You may think that the loss of a few insignificant syllables is a small price to pay for expressive speech, but not needing or wanting to emphasise a syllable does not make it unimportant. It may be a whole, single syllable word. Take the following phrase…

the love of God

If the sense makes you want to stress the word ‘love’, and the last syllable (word) gets rendered inaudible, are you telling me it doesn’t matter? That, I fear, is an actual example from this morning (oh how I wish for a recording!)

I earnestly urge Stuart-White and all those who strive to be super-expressive to be aware of this danger. It is rare, because expressive speakers are rare, but a widespread tendency among them.

When you heap stress upon a syllable or word, do NOT steal the stress from other syllables.

Going quiet for a week.

Mrs Rhetaur is a very fine chorister, and sings with many choirs. One of them, Cantus, is singing the services this weekend at Truro cathedral. I’m going along for the ride.

That’s too far to travel for just a weekend, so we’re going to stay for a few extra days and sample Cornwall.

So there’ll be no new posts for about a week. Meanwhile there is an archive of around 90 speech critiques for you to explore.

Gon out

Backson

Bisy backson

B.t.R

J. K. Rowling breaks rules, and wins.

On 5 June, 2008, J. K. Rowling delivered the Harvard Commencement Address.

As I watch her acknowledging the applause that welcomes her all my experience and instincts scream that she is downright terrified. It is not just the nervousness of the smile: there are many other symptoms. It is hardly surprising. The Harvard Commencement Address has been delivered by some considerable names over the years: famous, infamous, but always considerable. Her terror turns out to be not a short-lived hump. Symptoms of fear peep out at intervals throughout the speech.

Nevertheless she is manifestly among friends, probably fans. This may explain the phenomenon that transpires, but I am not convinced.

After the Hierarchical Hello, she launches into an opening that acknowledges her nervousness and seeks to exploit it. This is not an original device, and I advise against it because in my experience it nearly always fails. Audiences do not want to be told you are frightened. To my amazement, long before she is anywhere near her punch-line, the audience is lapping it up, loving it and laughing. In fact the entire opening routine proves to be so popular, and generates so many laughs, that I find myself in doubt as to what actually is the punch-line – that is, until one laugh provides a launch-pad for enthusiastic applause. The audience reckons that is the punch-line. When the market makes such a clear-cut decision it is wise to cash in your chips, end that routine and move to the next section. Rowling spurns that wisdom because she has two more things to say on that subject, both good, one brilliant, and all loved by the audience.

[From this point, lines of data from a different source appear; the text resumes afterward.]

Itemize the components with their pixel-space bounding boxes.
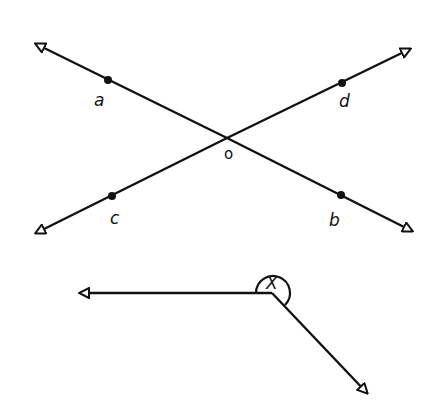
label-x: X xyxy=(265,273,278,293)
line-cd xyxy=(36,49,410,233)
point-b-dot xyxy=(337,191,345,199)
point-a-dot xyxy=(104,76,112,84)
point-c-dot xyxy=(108,192,116,200)
line-ab xyxy=(36,44,412,231)
point-d-dot xyxy=(338,79,346,87)
angle-figure: X xyxy=(80,273,367,393)
label-a: a xyxy=(94,90,104,110)
label-c: c xyxy=(110,208,120,228)
label-d: d xyxy=(339,91,350,111)
label-b: b xyxy=(329,210,340,230)
diagram-canvas: a d o c b X xyxy=(0,0,438,414)
geometry-figure: a d o c b X xyxy=(0,0,438,414)
label-o: o xyxy=(224,145,233,163)
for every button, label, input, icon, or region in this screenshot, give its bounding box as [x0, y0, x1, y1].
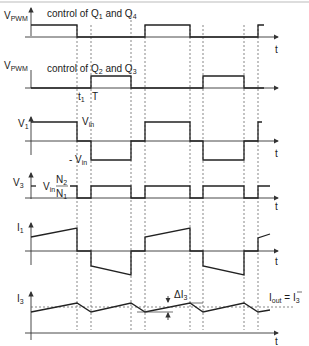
timing-guides [77, 12, 258, 330]
iout-eq-label: Iout = I3 [269, 292, 300, 304]
vpwm2-caption: control of Q2 and Q3 [47, 63, 137, 75]
vpwm2-ylabel: VPWM [4, 60, 28, 72]
delta-i3-label: ΔI3 [174, 289, 187, 301]
T-label: T [92, 91, 98, 102]
t1-label: t1 [78, 91, 85, 103]
panel-v3: V3 Vin N2 N1 t [13, 173, 278, 212]
v1-t-label: t [275, 148, 278, 159]
neg-vin-label: - Vin [69, 154, 87, 166]
panel-vpwm-q2-q3: VPWM control of Q2 and Q3 t1 T [4, 60, 278, 103]
v1-ylabel: V1 [18, 118, 29, 130]
timing-diagram: VPWM control of Q1 and Q4 t VPWM control… [0, 0, 309, 346]
i3-t-label: t [275, 336, 278, 346]
v3-t-label: t [275, 201, 278, 212]
panel-i3: I3 ΔI3 Iout = I3 t [17, 289, 302, 346]
panel-vpwm-q1-q4: VPWM control of Q1 and Q4 t [4, 8, 278, 55]
v3-vin: Vin [43, 181, 55, 193]
i1-t-label: t [275, 256, 278, 267]
vpwm1-ylabel: VPWM [4, 10, 28, 22]
vpwm1-t-label: t [275, 44, 278, 55]
v3-n1: N1 [56, 188, 67, 200]
panel-i1: I1 t [17, 222, 278, 275]
i1-ylabel: I1 [17, 222, 24, 234]
v3-ylabel: V3 [13, 177, 24, 189]
i3-ylabel: I3 [17, 293, 24, 305]
vin-label: Vin [82, 116, 94, 128]
v3-n2: N2 [56, 174, 67, 186]
vpwm1-caption: control of Q1 and Q4 [47, 8, 137, 20]
panel-v1: V1 Vin - Vin t [18, 116, 278, 166]
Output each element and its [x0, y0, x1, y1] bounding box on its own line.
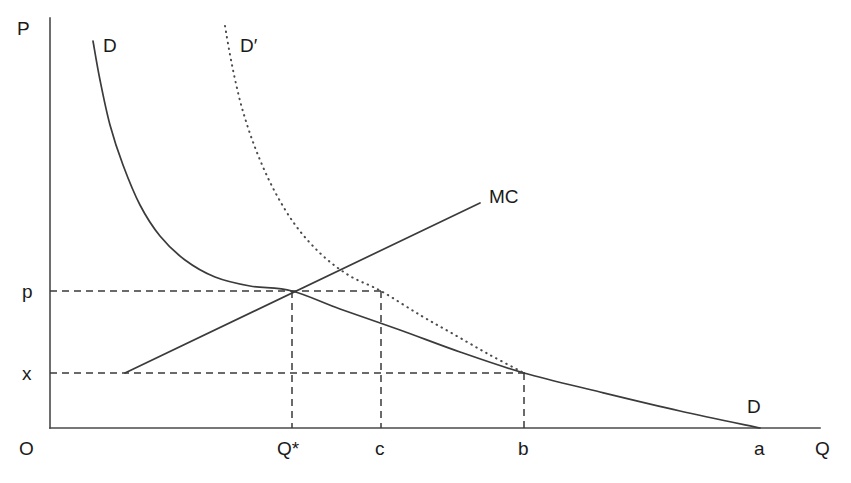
demand-curve-d: [93, 41, 760, 428]
y-tick-label-p: p: [22, 282, 33, 301]
curve-label-mc: MC: [489, 187, 519, 206]
diagram-canvas: [0, 0, 851, 483]
marginal-cost-line: [125, 203, 480, 373]
x-tick-label-b: b: [518, 439, 529, 458]
x-tick-label-a: a: [754, 439, 765, 458]
y-axis-label: P: [17, 19, 30, 38]
curve-label-d-top: D: [103, 36, 117, 55]
y-tick-label-x: x: [22, 364, 32, 383]
x-axis-label: Q: [815, 439, 830, 458]
economics-diagram-figure: P Q O p x Q* c b a D D′ MC D: [0, 0, 851, 483]
x-tick-label-c: c: [375, 439, 385, 458]
origin-label: O: [19, 439, 34, 458]
x-tick-label-qstar: Q*: [277, 439, 299, 458]
curve-label-d-end: D: [747, 397, 761, 416]
curve-label-d-prime: D′: [240, 36, 257, 55]
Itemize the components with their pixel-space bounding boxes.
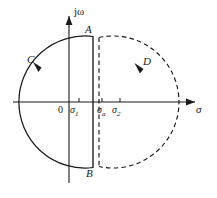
s-plane-diagram: jω σ 0 σ1 σa σ2 A B C D [0,0,217,198]
tick-label-sigma-a-sub: a [102,110,106,118]
point-label-b: B [86,168,93,179]
tick-label-sigma2: σ2 [112,105,120,118]
sigma-axis-label: σ [196,104,201,115]
jomega-axis [66,16,73,183]
point-label-a: A [85,24,92,35]
origin-label: 0 [58,105,63,115]
point-label-d: D [143,56,151,67]
jomega-axis-label: jω [74,6,84,17]
diagram-canvas [0,0,217,198]
tick-label-sigma1: σ1 [70,105,78,118]
tick-label-sigma2-sub: 2 [117,110,121,118]
point-label-c: C [27,54,34,65]
tick-label-sigma1-sub: 1 [75,110,79,118]
sigma-axis-arrowhead [186,99,195,106]
jomega-axis-arrowhead [66,16,73,25]
tick-label-sigma-a: σa [97,105,105,118]
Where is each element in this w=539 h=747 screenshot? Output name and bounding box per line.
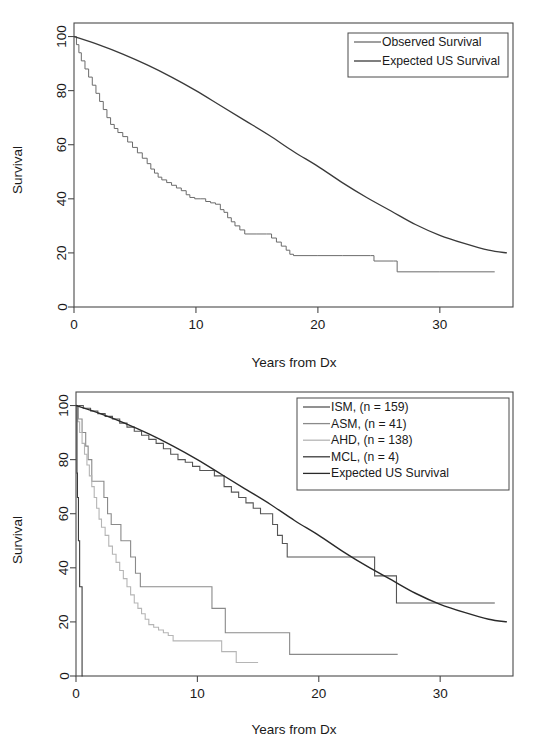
y-axis-title: Survival bbox=[10, 516, 25, 564]
y-tick-label: 40 bbox=[57, 560, 72, 575]
y-tick-label: 0 bbox=[55, 303, 70, 311]
x-tick-label: 0 bbox=[72, 686, 80, 701]
x-tick-label: 30 bbox=[433, 686, 448, 701]
legend-label-2: ASM, (n = 41) bbox=[331, 417, 407, 431]
legend-label-1: ISM, (n = 159) bbox=[331, 400, 409, 414]
survival-figure: 0102030020406080100 Observed SurvivalExp… bbox=[0, 0, 539, 747]
y-tick-label: 60 bbox=[57, 506, 72, 521]
y-tick-label: 20 bbox=[57, 614, 72, 629]
y-tick-label: 60 bbox=[55, 137, 70, 152]
legend-label-2: Expected US Survival bbox=[382, 54, 500, 68]
y-tick-label: 40 bbox=[55, 191, 70, 206]
y-tick-label: 0 bbox=[57, 672, 72, 680]
legend-label-4: MCL, (n = 4) bbox=[331, 450, 399, 464]
chart-svg-top: 0102030020406080100 Observed SurvivalExp… bbox=[0, 0, 539, 380]
series-line-ahd-n-138 bbox=[76, 406, 258, 663]
x-tick-label: 20 bbox=[311, 686, 326, 701]
x-tick-label: 0 bbox=[70, 317, 78, 332]
chart-panel-bottom: 0102030020406080100 ISM, (n = 159)ASM, (… bbox=[0, 380, 539, 747]
x-tick-label: 30 bbox=[432, 317, 447, 332]
y-tick-label: 100 bbox=[55, 25, 70, 48]
y-tick-label: 100 bbox=[57, 394, 72, 417]
x-tick-label: 10 bbox=[188, 317, 203, 332]
legend-label-3: AHD, (n = 138) bbox=[331, 433, 413, 447]
x-axis-title: Years from Dx bbox=[251, 355, 336, 370]
series-line-mcl-n-4 bbox=[76, 406, 83, 676]
chart-panel-top: 0102030020406080100 Observed SurvivalExp… bbox=[0, 0, 539, 380]
x-axis-title: Years from Dx bbox=[251, 722, 336, 737]
y-axis-title: Survival bbox=[10, 146, 25, 194]
x-tick-label: 10 bbox=[190, 686, 205, 701]
y-tick-label: 80 bbox=[57, 452, 72, 467]
x-tick-label: 20 bbox=[310, 317, 325, 332]
y-tick-label: 80 bbox=[55, 83, 70, 98]
y-tick-label: 20 bbox=[55, 245, 70, 260]
legend-label-1: Observed Survival bbox=[382, 35, 482, 49]
legend-label-5: Expected US Survival bbox=[331, 466, 449, 480]
chart-svg-bottom: 0102030020406080100 ISM, (n = 159)ASM, (… bbox=[0, 380, 539, 747]
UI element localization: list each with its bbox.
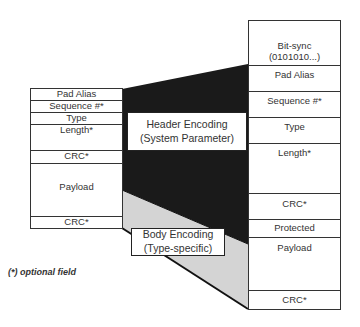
header-encoding-subtitle: (System Parameter) — [128, 132, 246, 146]
body-encoding-subtitle: (Type-specific) — [132, 242, 224, 256]
right-field-protected: Protected — [248, 219, 341, 238]
right-field-sequence: Sequence #* — [248, 91, 341, 118]
header-encoding-title: Header Encoding — [128, 118, 246, 132]
right-field-length: Length* — [248, 143, 341, 194]
body-encoding-title: Body Encoding — [132, 228, 224, 242]
right-field-crc-header: CRC* — [248, 193, 341, 220]
optional-field-footnote: (*) optional field — [8, 267, 76, 277]
right-field-pad-alias: Pad Alias — [248, 65, 341, 92]
left-field-crc-header: CRC* — [30, 150, 123, 164]
left-field-crc-body: CRC* — [30, 216, 123, 229]
left-field-payload: Payload — [30, 163, 123, 217]
header-encoding-label: Header Encoding (System Parameter) — [127, 112, 247, 151]
right-field-type: Type — [248, 117, 341, 144]
bit-sync-pattern: (0101010...) — [249, 52, 340, 63]
body-encoding-label: Body Encoding (Type-specific) — [131, 228, 225, 256]
right-field-bit-sync: Bit-sync (0101010...) — [248, 20, 341, 66]
right-field-crc-body: CRC* — [248, 290, 341, 310]
right-field-payload: Payload — [248, 237, 341, 291]
left-field-length: Length* — [30, 124, 123, 151]
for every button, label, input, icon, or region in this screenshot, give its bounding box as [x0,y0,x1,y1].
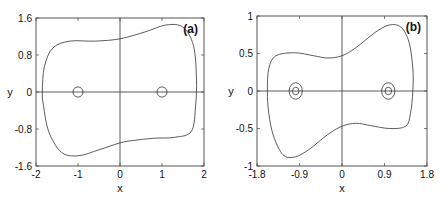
x-axis-label: x [117,182,123,194]
y-tick-label: 0.5 [239,48,253,59]
x-axis-label: x [339,182,345,194]
y-tick-label: -0.8 [15,124,33,135]
panel-label: (b) [406,20,421,34]
y-axis-label: y [7,86,13,98]
y-tick-label: 0.8 [18,50,32,61]
panel-a: -2-1012-1.6-0.800.81.6xy(a) [7,13,207,195]
x-tick-label: 0 [117,169,123,180]
x-tick-label: 2 [201,169,207,180]
panel-b: -1.8-0.900.91.8-1-0.500.51xy(b) [228,11,434,195]
x-tick-label: -2 [32,169,41,180]
y-tick-label: -1.6 [15,161,33,172]
x-tick-label: -1 [74,169,83,180]
x-tick-label: 0 [339,169,345,180]
y-tick-label: 1.6 [18,13,32,24]
y-axis-label: y [228,85,234,97]
y-tick-label: 0 [26,87,32,98]
x-tick-label: -0.9 [291,169,309,180]
orbit-curve [42,24,196,156]
figure: -2-1012-1.6-0.800.81.6xy(a) -1.8-0.900.9… [0,0,446,199]
y-tick-label: 0 [247,86,253,97]
x-tick-label: 1.8 [420,169,434,180]
y-tick-label: -1 [244,161,253,172]
y-tick-label: -0.5 [236,123,254,134]
x-tick-label: 0.9 [378,169,392,180]
y-tick-label: 1 [247,11,253,22]
x-tick-label: 1 [159,169,165,180]
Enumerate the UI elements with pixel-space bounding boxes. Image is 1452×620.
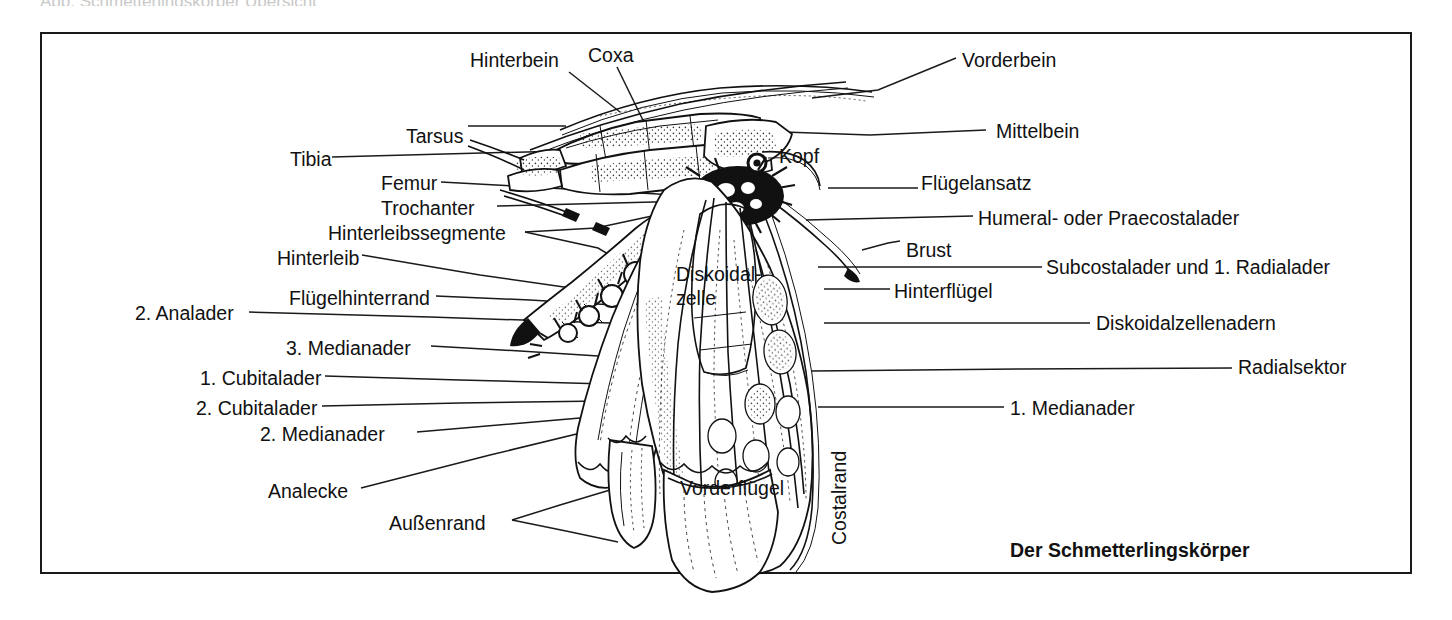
- leader-radialsektor: [812, 368, 1232, 371]
- label-2-analader: 2. Analader: [135, 303, 234, 324]
- leader-aussenrand-b: [512, 520, 618, 542]
- label-kopf: Kopf: [779, 146, 819, 167]
- leader-cubitalader2: [322, 401, 602, 406]
- label-3-medianader: 3. Medianader: [286, 338, 411, 359]
- label-fluegelhinterrand: Flügelhinterrand: [289, 288, 430, 309]
- label-trochanter: Trochanter: [381, 198, 475, 219]
- label-subcostalader-radialader: Subcostalader und 1. Radialader: [1046, 257, 1330, 278]
- label-mittelbein: Mittelbein: [996, 121, 1079, 142]
- leader-aussenrand-a: [512, 490, 610, 520]
- leader-cubitalader1: [325, 376, 606, 384]
- label-coxa: Coxa: [588, 45, 634, 66]
- leader-brust: [862, 241, 900, 250]
- figure-page: Abb. Schmetterlingskörper Übersicht .ln{…: [0, 0, 1452, 620]
- label-2-cubitalader: 2. Cubitalader: [196, 398, 317, 419]
- leader-hinterleib: [362, 255, 592, 291]
- label-diskoidalzelle-line2: zelle: [676, 288, 716, 309]
- label-vorderbein: Vorderbein: [962, 50, 1056, 71]
- label-tibia: Tibia: [290, 149, 332, 170]
- label-hinterbein: Hinterbein: [470, 50, 559, 71]
- figure-caption: Der Schmetterlingskörper: [1010, 539, 1250, 562]
- label-humeral-praecostalader: Humeral- oder Praecostalader: [978, 208, 1239, 229]
- label-diskoidalzelle-line1: Diskoidal-: [676, 264, 762, 285]
- label-tarsus: Tarsus: [406, 126, 463, 147]
- label-hinterleib: Hinterleib: [277, 248, 359, 269]
- label-brust: Brust: [906, 240, 952, 261]
- label-2-medianader: 2. Medianader: [260, 424, 385, 445]
- label-diskoidalzellenadern: Diskoidalzellenadern: [1096, 313, 1276, 334]
- label-analecke: Analecke: [268, 481, 348, 502]
- label-1-medianader: 1. Medianader: [1010, 398, 1135, 419]
- leader-humeral: [806, 216, 973, 220]
- label-1-cubitalader: 1. Cubitalader: [200, 368, 321, 389]
- label-vorderfluegel: Vorderflügel: [680, 478, 784, 499]
- leader-medianader3: [431, 346, 614, 357]
- label-femur: Femur: [381, 173, 437, 194]
- leader-hinterbein: [569, 72, 620, 112]
- label-hinterleibssegmente: Hinterleibssegmente: [328, 223, 506, 244]
- leader-vorderbein: [812, 58, 956, 98]
- label-hinterfluegel: Hinterflügel: [894, 281, 993, 302]
- label-fluegelansatz: Flügelansatz: [921, 173, 1032, 194]
- label-radialsektor: Radialsektor: [1238, 357, 1346, 378]
- label-aussenrand: Außenrand: [389, 513, 485, 534]
- label-costalrand: Costalrand: [828, 451, 851, 545]
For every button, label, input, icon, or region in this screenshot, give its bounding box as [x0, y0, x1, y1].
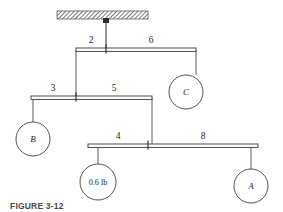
bar-1-left-dimension-label: 2: [89, 35, 94, 45]
hatched-ceiling-block: [57, 11, 148, 19]
weight-c-label: C: [183, 87, 190, 97]
bar-2-group: 3 5: [31, 83, 152, 102]
bar-1-right-dimension-label: 6: [149, 35, 154, 45]
bar-3-group: 4 8: [88, 131, 258, 150]
bar-1-beam: [76, 48, 196, 51]
weight-b-label: B: [30, 134, 36, 144]
statics-lever-figure: 2 6 3 5 4 8 C B 0.6 lb: [0, 0, 283, 212]
bar-1-group: 2 6: [76, 35, 196, 54]
bar-3-beam: [88, 144, 258, 147]
bar-3-right-dimension-label: 8: [201, 131, 206, 141]
weight-c-group: C: [169, 75, 203, 109]
bar-2-left-dimension-label: 3: [51, 83, 56, 93]
figure-caption: FIGURE 3-12: [10, 201, 64, 211]
ceiling-support-group: [57, 11, 148, 23]
weight-load-label: 0.6 lb: [89, 178, 108, 187]
bar-3-left-dimension-label: 4: [116, 131, 121, 141]
weight-a-group: A: [234, 169, 268, 203]
weight-load-group: 0.6 lb: [80, 164, 116, 200]
weight-b-group: B: [16, 122, 50, 156]
figure-canvas: 2 6 3 5 4 8 C B 0.6 lb: [0, 0, 283, 212]
bar-2-beam: [31, 96, 152, 99]
bar-2-right-dimension-label: 5: [112, 83, 117, 93]
weight-a-label: A: [247, 181, 254, 191]
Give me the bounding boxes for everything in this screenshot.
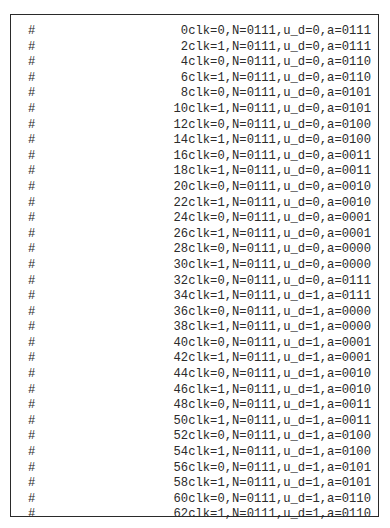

And so it goes on. She breaks another rule with spectacular success. She is a talking head, and much of the script is in written rather than spoken English. Does she get away with this because it is slightly Wodehousian in style, so she is playing a British stereotype to the American audience? Perhaps, but I’m not convinced because she continues to enthral the audience when she gets serious.

And she does get serious. More than 70% of this talk is serious; and on the numerous occasions that the camera cuts to the audience only once is there a face not glued to her.

I repeat that though it is tempting to attribute the success of this speech to her huge and devoted following, I think the reason is even simpler (in concept if not in execution).

Audiences will forgive virtually anything, from glaring mannerisms to opinions they find obnoxious, if only you are interesting enough. She had neither of those shortcomings, though she did have others like over-fastidious enunciation (which I would work to smooth out if I were advising her). What trumped it all was the sheer quality of the way her arguments were couched.

Making a speech is, in many ways, like telling a story; and there is a rumour doing the rounds that J. K. Rowling is quite good at that.